MATERIAL SHOWN:
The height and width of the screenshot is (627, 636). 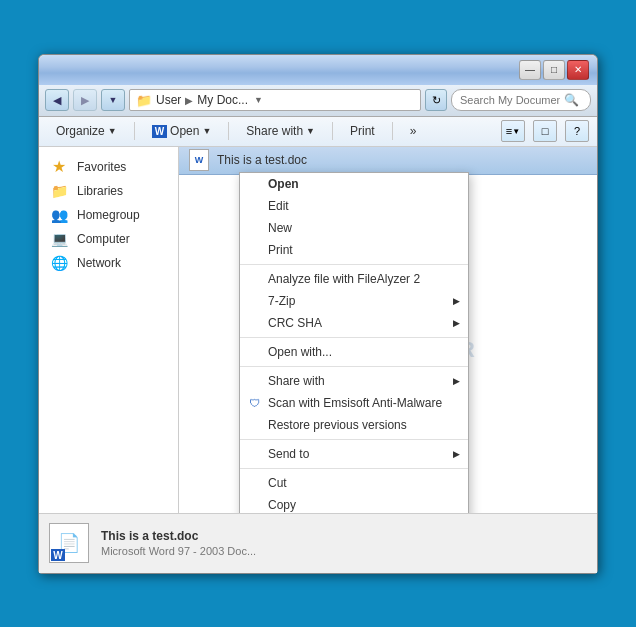 What do you see at coordinates (184, 131) in the screenshot?
I see `open-label: Open` at bounding box center [184, 131].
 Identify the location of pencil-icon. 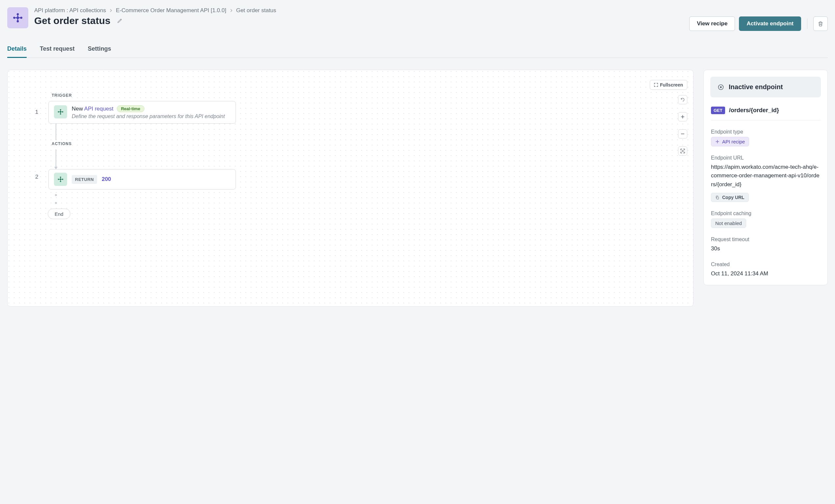
(120, 21).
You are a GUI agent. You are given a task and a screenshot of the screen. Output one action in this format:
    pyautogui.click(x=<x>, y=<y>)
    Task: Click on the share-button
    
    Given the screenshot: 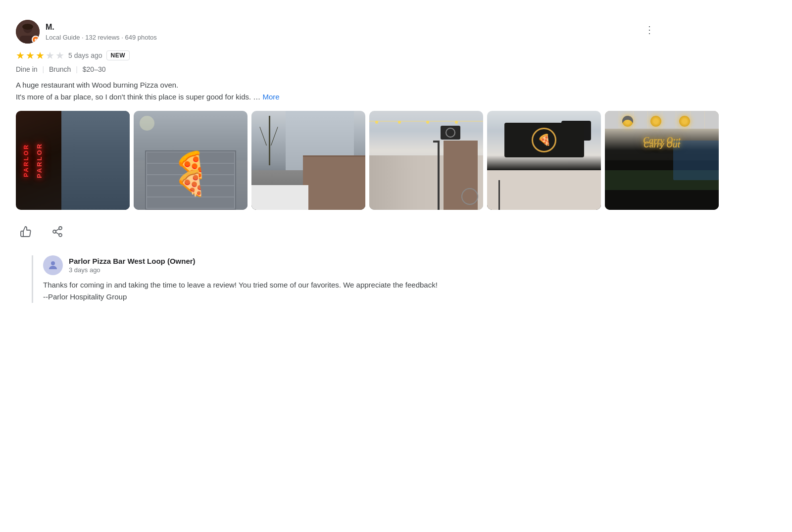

EXERCISE PROMPT:
From the line that contains "You are a GUI" to the final line of the entries, reproduce every line exactly, both ends included. Leave out all pictures.

ANSWER SECTION:
You are a GUI agent. You are given a task and a screenshot of the screen. Output one action in this format:
    pyautogui.click(x=<x>, y=<y>)
    Task: Click on the share-button
    
    Given the screenshot: 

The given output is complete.